5. Automated Machine Learning Will Take Over Tedious Tasks
Advances in artificial intelligence have enabled the development of automated machine learning (ML) software that helps data analysts perform a range of tasks. Many of these systems have proved very effective at performing the tasks they were built for, across fields such as bioinformatics, imaging, and natural language processing (NLP).
Automatic machine learning, or AutoML, automates the tedious, iterative process of developing models. With it, data scientists, analysts, and developers can build ML models at scale, with efficiency, and with consistent quality. One of the primary reasons for this tech's growth is that it will significantly reduce labor costs. Automation can reduce the time and effort required to build and optimize models, saving time and money.
ML has been widely implemented in real-world applications. Some of the earliest applications of ML, including rule-based learning and prediction and verification in insurance, have evolved into systems used in real-world settings.
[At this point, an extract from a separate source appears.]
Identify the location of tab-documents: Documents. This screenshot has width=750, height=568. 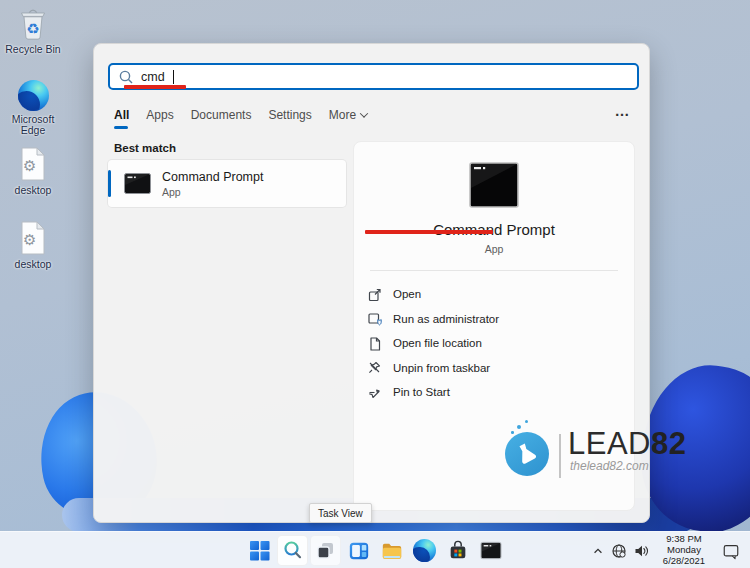
(222, 115).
ML can be applied to a wide range of areas, including literature research and information retrieval, with direct financial implications. ML and AI algorithms have been used in the development of virtual assistants.
The development of ML models has increased the possibilities for complex decision-making in finance and other areas, including financial arbitrage.
With the advent of Auto ML tools, everyday tasks like hyper-parameter tuning, model selection, experiment design, and API support will get automated. Developers and data scientists will then be able to focus on what matters most: their models and applications, rather than wasting time and energy managing low-level infrastructure.